Wrap it Up
All too often, students take an exam or complete a project, check their scores, and then start forgetting the material. The class moves forward, but students who haven’t yet mastered the important concepts rarely go back to identify their weaknesses, and end up building on increasingly shaky foundations.
Students will perform better in the remainder of the class, and in future courses, if we ask them to pause and reflect on what they’ve learned and where they’re still struggling. You might try an exam or assignment wrapper, a metacognitive activity that students complete after a test or writing task. A wrapper is a sort of “post mortem” that helps students to learn from their errors and further consolidate the skills they’re developing. The most fruitful wrappers ask students to do two things:
- Review their work and examine where they went wrong. Students should be asked to explain why the correct answer is the right response, or how the work could be improved. They need to identify what major concepts they had trouble with, so they can go back and fill in the gaps in their learning. If you’ve returned a paper with comments, it’s very useful to ask students to review them and respond in a paragraph, explaining how they intend to use your feedback to strengthen their next draft or subsequent submissions. If you already assign cover letters for papers, you might consider this reflective response the other half of an assignment sandwich.
- Reflect on how they prepared for the exam or tackled the assignment. How much time did they invest?

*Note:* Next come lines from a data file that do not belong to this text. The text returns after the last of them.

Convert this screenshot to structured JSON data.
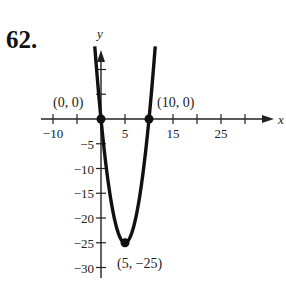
{
  "problem_number": "62.",
  "chart_data": {
    "type": "line",
    "title": "",
    "equation_hint": "parabola through (0,0), (10,0), vertex (5,-25)",
    "xlabel": "x",
    "ylabel": "y",
    "xlim": [
      -12,
      35
    ],
    "ylim": [
      -32,
      14
    ],
    "x_ticks": [
      -10,
      -5,
      5,
      10,
      15,
      20,
      25,
      30
    ],
    "x_tick_labels": [
      {
        "value": -10,
        "label": "−10"
      },
      {
        "value": 5,
        "label": "5"
      },
      {
        "value": 15,
        "label": "15"
      },
      {
        "value": 25,
        "label": "25"
      }
    ],
    "y_ticks": [
      10,
      5,
      -5,
      -10,
      -15,
      -20,
      -25,
      -30
    ],
    "y_tick_labels": [
      {
        "value": -5,
        "label": "−5"
      },
      {
        "value": -10,
        "label": "−10"
      },
      {
        "value": -15,
        "label": "−15"
      },
      {
        "value": -20,
        "label": "−20"
      },
      {
        "value": -25,
        "label": "−25"
      },
      {
        "value": -30,
        "label": "−30"
      }
    ],
    "grid": false,
    "series": [
      {
        "name": "y = x^2 - 10x",
        "x": [
          -1.2,
          0,
          2,
          5,
          8,
          10,
          11.2
        ],
        "y": [
          13.4,
          0,
          -16,
          -25,
          -16,
          0,
          13.4
        ]
      }
    ],
    "points": [
      {
        "x": 0,
        "y": 0,
        "label": "(0, 0)"
      },
      {
        "x": 10,
        "y": 0,
        "label": "(10, 0)"
      },
      {
        "x": 5,
        "y": -25,
        "label": "(5, −25)"
      }
    ]
  }
}
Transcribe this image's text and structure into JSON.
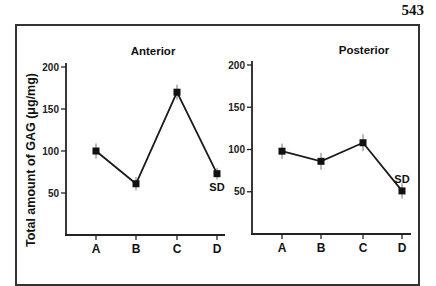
{
  "page_number": "543",
  "chart_data": [
    {
      "type": "line",
      "title": "Anterior",
      "xlabel": "",
      "ylabel": "Total amount of GAG (μg/mg)",
      "categories": [
        "A",
        "B",
        "C",
        "D"
      ],
      "values": [
        100,
        61,
        170,
        73
      ],
      "error": [
        9,
        8,
        9,
        7
      ],
      "ylim": [
        0,
        200
      ],
      "yticks": [
        50,
        100,
        150,
        200
      ],
      "grid": false,
      "annotations": [
        {
          "text": "SD",
          "at": "D",
          "position": "below"
        }
      ]
    },
    {
      "type": "line",
      "title": "Posterior",
      "xlabel": "",
      "ylabel": "",
      "categories": [
        "A",
        "B",
        "C",
        "D"
      ],
      "values": [
        98,
        86,
        108,
        51
      ],
      "error": [
        9,
        10,
        10,
        9
      ],
      "ylim": [
        0,
        200
      ],
      "yticks": [
        50,
        100,
        150,
        200
      ],
      "grid": false,
      "annotations": [
        {
          "text": "SD",
          "at": "D",
          "position": "above"
        }
      ]
    }
  ],
  "shared_ylabel": "Total amount of GAG (μg/mg)"
}
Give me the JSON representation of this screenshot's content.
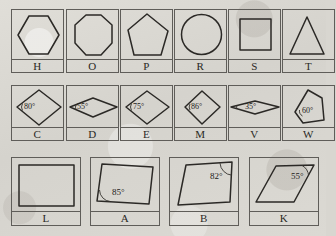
{
  "worksheet": {
    "title": "Shape cards with labeled angles",
    "background_color": "#d9d7d1",
    "ink_color": "#2b2926",
    "degree_symbol": "°"
  },
  "rows": [
    {
      "row_name": "polygons-row",
      "cards": [
        {
          "label": "H",
          "shape": "hexagon",
          "angle": null
        },
        {
          "label": "O",
          "shape": "octagon",
          "angle": null
        },
        {
          "label": "P",
          "shape": "pentagon",
          "angle": null
        },
        {
          "label": "R",
          "shape": "circle",
          "angle": null
        },
        {
          "label": "S",
          "shape": "square",
          "angle": null
        },
        {
          "label": "T",
          "shape": "triangle",
          "angle": null
        }
      ]
    },
    {
      "row_name": "rhombus-row",
      "cards": [
        {
          "label": "C",
          "shape": "rhombus",
          "angle": "80°"
        },
        {
          "label": "D",
          "shape": "flat-rhombus",
          "angle": "55°"
        },
        {
          "label": "E",
          "shape": "rhombus",
          "angle": "75°"
        },
        {
          "label": "M",
          "shape": "rhombus",
          "angle": "86°"
        },
        {
          "label": "V",
          "shape": "very-flat-rhombus",
          "angle": "35°"
        },
        {
          "label": "W",
          "shape": "irregular-pentagon",
          "angle": "60°"
        }
      ]
    },
    {
      "row_name": "quadrilateral-row",
      "cards": [
        {
          "label": "L",
          "shape": "rectangle",
          "angle": null
        },
        {
          "label": "A",
          "shape": "parallelogram-right",
          "angle": "85°"
        },
        {
          "label": "B",
          "shape": "parallelogram-left",
          "angle": "82°"
        },
        {
          "label": "K",
          "shape": "slanted-parallelogram",
          "angle": "55°"
        }
      ]
    }
  ]
}
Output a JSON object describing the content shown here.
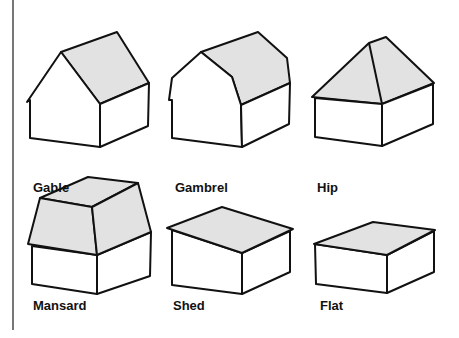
{
  "colors": {
    "roof_fill": "#e2e2e2",
    "wall_fill": "#ffffff",
    "stroke": "#111111",
    "rule": "#777777"
  },
  "roofs": [
    {
      "name": "gable",
      "label": "Gable"
    },
    {
      "name": "gambrel",
      "label": "Gambrel"
    },
    {
      "name": "hip",
      "label": "Hip"
    },
    {
      "name": "mansard",
      "label": "Mansard"
    },
    {
      "name": "shed",
      "label": "Shed"
    },
    {
      "name": "flat",
      "label": "Flat"
    }
  ]
}
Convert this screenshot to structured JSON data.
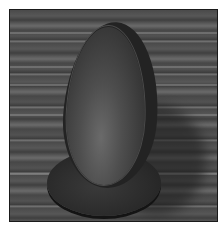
{
  "image": {
    "description": "Grayscale photograph of a hollow wooden egg-shaped bowl standing upright on a round wooden base, placed on a striped wooden plank surface",
    "subject": "wooden egg bowl on round base",
    "background": "wooden plank tabletop",
    "colors": {
      "page": "#ffffff",
      "border": "#1a1a1a",
      "wood_mid": "#555555",
      "object_dark": "#232323",
      "bowl_inner_light": "#6a6a6a"
    }
  }
}
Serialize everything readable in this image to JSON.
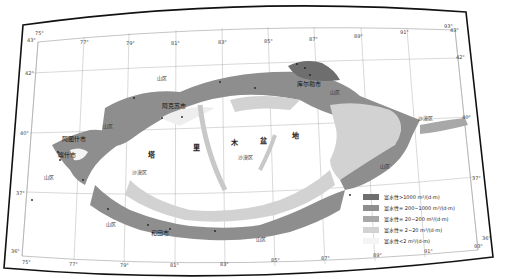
{
  "map": {
    "colors": {
      "frame": "#111111",
      "grid": "#9a9a9a",
      "class1": "#6e6e6e",
      "class2": "#8e8e8e",
      "class3": "#a8a8a8",
      "class4": "#d2d2d2",
      "class5": "#f4f4f4"
    },
    "top_ticks": [
      "75°",
      "77°",
      "79°",
      "81°",
      "83°",
      "85°",
      "87°",
      "89°",
      "91°",
      "93°"
    ],
    "bottom_ticks": [
      "75°",
      "77°",
      "79°",
      "81°",
      "83°",
      "85°",
      "87°",
      "89°",
      "91°",
      "93°"
    ],
    "left_ticks": [
      "43°",
      "42°",
      "40°",
      "37°",
      "36°"
    ],
    "right_ticks": [
      "43°",
      "42°",
      "40°",
      "37°",
      "36°"
    ],
    "basin_name": [
      "塔",
      "里",
      "木",
      "盆",
      "地"
    ],
    "cities": {
      "aksu": "阿克苏市",
      "korla": "库尔勒市",
      "artux": "阿图什市",
      "kashgar": "喀什市",
      "hotan": "和田市"
    },
    "regions": {
      "mountain": "山区",
      "desert": "沙漠区"
    },
    "legend": [
      {
        "label": "富水性>1000 m³/(d·m)",
        "color": "#6e6e6e"
      },
      {
        "label": "富水性= 200~1000 m³/(d·m)",
        "color": "#8e8e8e"
      },
      {
        "label": "富水性= 20~200 m³/(d·m)",
        "color": "#a8a8a8"
      },
      {
        "label": "富水性= 2~20 m³/(d·m)",
        "color": "#d2d2d2"
      },
      {
        "label": "富水性<2 m³/(d·m)",
        "color": "#f4f4f4"
      }
    ]
  }
}
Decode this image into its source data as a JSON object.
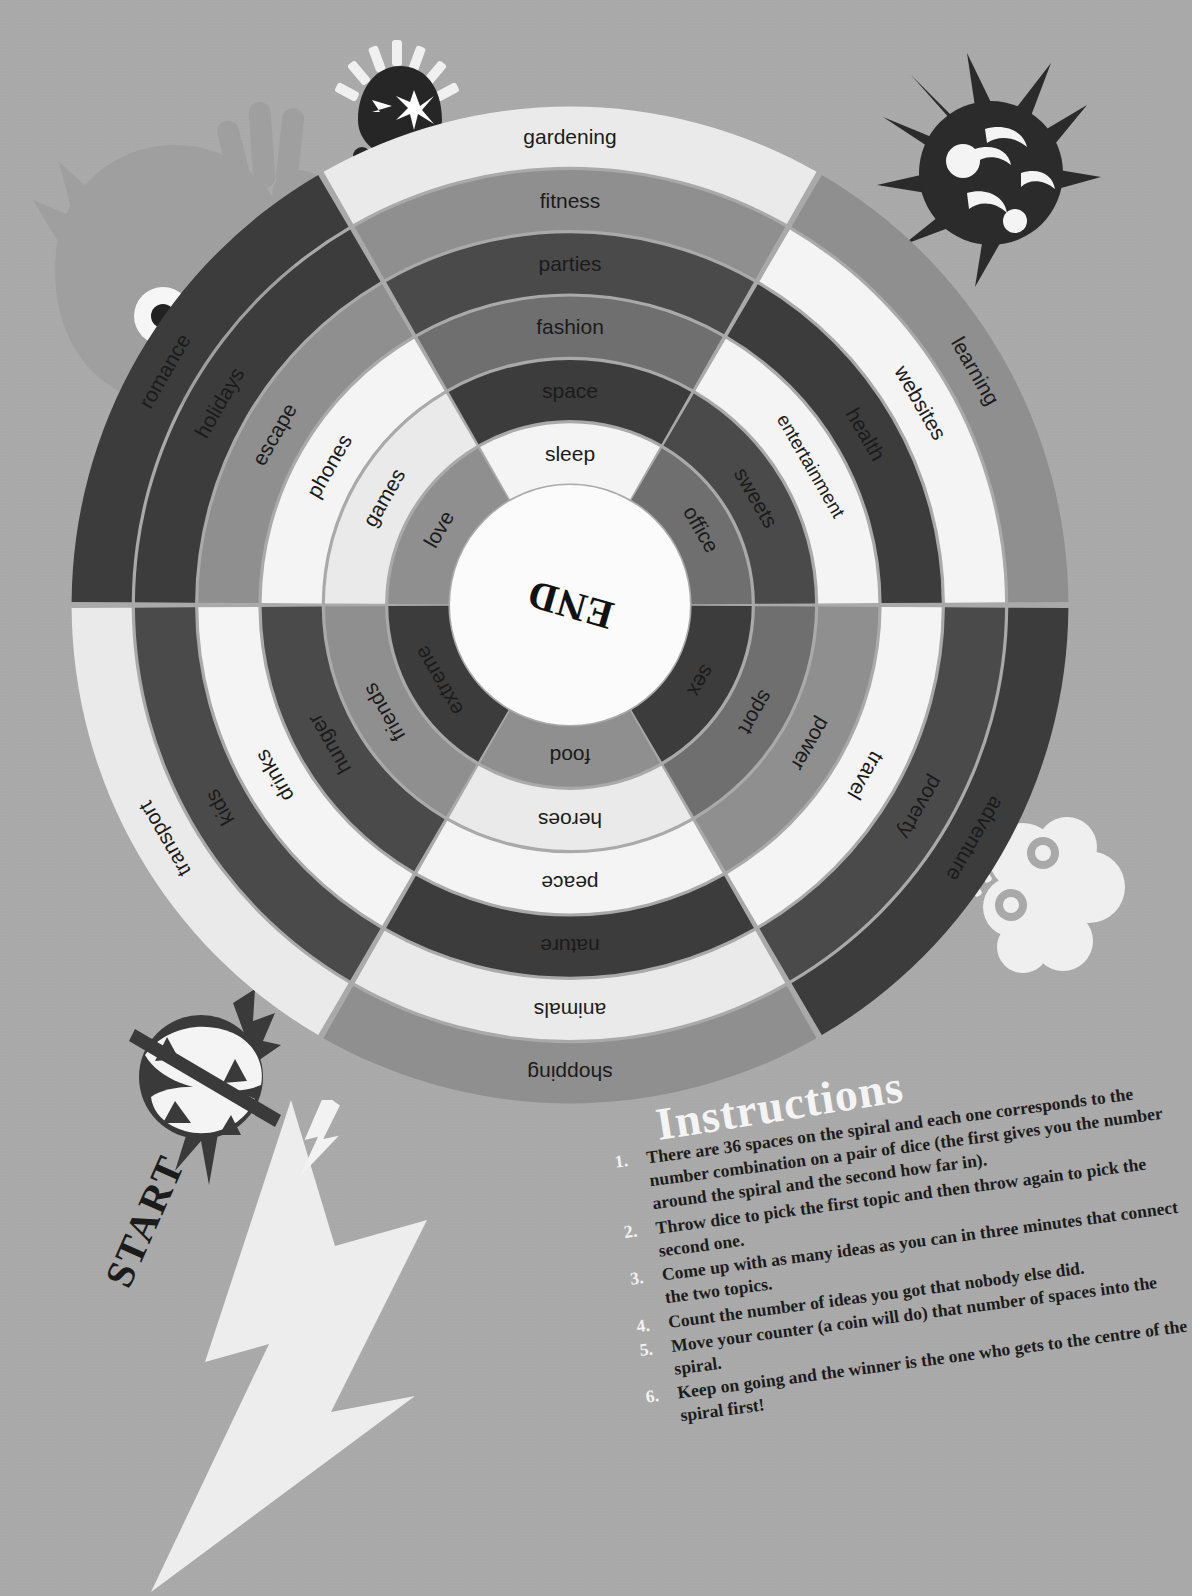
{
  "page": {
    "background_color": "#a9a9a9",
    "start_label": "START",
    "end_label": "END"
  },
  "wheel": {
    "center_label": "END",
    "sectors": 6,
    "rings": 6,
    "total_spaces": 36,
    "ring_colors": [
      "#eaeaea",
      "#8f8f8f",
      "#4a4a4a",
      "#6f6f6f",
      "#3c3c3c",
      "#f4f4f4"
    ],
    "spokes": [
      {
        "name": "north",
        "labels": [
          "gardening",
          "fitness",
          "parties",
          "fashion",
          "space",
          "sleep"
        ],
        "colors": [
          "#eaeaea",
          "#8f8f8f",
          "#4a4a4a",
          "#6f6f6f",
          "#3c3c3c",
          "#f4f4f4"
        ]
      },
      {
        "name": "northeast",
        "labels": [
          "learning",
          "websites",
          "health",
          "entertainment",
          "sweets",
          "office"
        ],
        "colors": [
          "#8f8f8f",
          "#f4f4f4",
          "#3c3c3c",
          "#f4f4f4",
          "#4a4a4a",
          "#6f6f6f"
        ]
      },
      {
        "name": "southeast",
        "labels": [
          "adventure",
          "poverty",
          "travel",
          "power",
          "sport",
          "sex"
        ],
        "colors": [
          "#3c3c3c",
          "#4a4a4a",
          "#f4f4f4",
          "#8f8f8f",
          "#6f6f6f",
          "#3c3c3c"
        ]
      },
      {
        "name": "south",
        "labels": [
          "shopping",
          "animals",
          "nature",
          "peace",
          "heroes",
          "food"
        ],
        "colors": [
          "#8f8f8f",
          "#eaeaea",
          "#3c3c3c",
          "#f4f4f4",
          "#eaeaea",
          "#8f8f8f"
        ]
      },
      {
        "name": "southwest",
        "labels": [
          "transport",
          "kids",
          "drinks",
          "hunger",
          "friends",
          "extreme"
        ],
        "colors": [
          "#eaeaea",
          "#4a4a4a",
          "#f4f4f4",
          "#4a4a4a",
          "#8f8f8f",
          "#3c3c3c"
        ]
      },
      {
        "name": "northwest",
        "labels": [
          "romance",
          "holidays",
          "escape",
          "phones",
          "games",
          "love"
        ],
        "colors": [
          "#3c3c3c",
          "#3c3c3c",
          "#8f8f8f",
          "#f4f4f4",
          "#eaeaea",
          "#8f8f8f"
        ]
      }
    ]
  },
  "instructions": {
    "title": "Instructions",
    "items": [
      {
        "number": "1.",
        "text": "There are 36 spaces on the spiral and each one corresponds to the number combination on a pair of dice (the first gives you the number around the spiral and the second how far in)."
      },
      {
        "number": "2.",
        "text": "Throw dice to pick the first topic and then throw again to pick the second one."
      },
      {
        "number": "3.",
        "text": "Come up with as many ideas as you can in three minutes that connect the two topics."
      },
      {
        "number": "4.",
        "text": "Count the number of ideas you got that nobody else did."
      },
      {
        "number": "5.",
        "text": "Move your counter (a coin will do) that number of spaces into the spiral."
      },
      {
        "number": "6.",
        "text": "Keep on going and the winner is the one who gets to the centre of the spiral first!"
      }
    ]
  },
  "characters": [
    {
      "name": "ghost-monster",
      "color": "#9d9d9d"
    },
    {
      "name": "spark-head-character",
      "color": "#2b2b2b"
    },
    {
      "name": "punk-spiky-character",
      "color": "#2b2b2b"
    },
    {
      "name": "cloud-character",
      "color": "#eeeeee"
    },
    {
      "name": "angry-grin-character",
      "color": "#3a3a3a"
    }
  ]
}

What did studying mean—reading the material, outlining, reviewing notes, answering practice questions? If their strategies didn’t work, how do they plan to prepare differently next time? Less successful students are often those who read over their notes repeatedly, rather than grappling with sample questions. They may be investing enormous amounts of time to little avail, but you can point them toward guides to effective study habits, like Dr. Chew’s. Students should also look for patterns in their errors: did their mistakes reflect carelessness, miscalculations, or misreading questions?
When you require students to complete a wrapper, they benefit greatly from the opportunities for deeper learning. Some faculty don’t record an exam grade until the wrapper is completed; some use them as in-class assignments; some administer a second exam on the same material after a week or so, and average the two grades, or let students use the wrapper to earn back a limited number of points they missed on an exam. Some even give two-stage exams.
Wrappers get your students thinking about how they learn and how they might self-regulate more effectively. This self-regulation is important for its own sake, as it improves their performance, but it’s also a key element of critical thinking.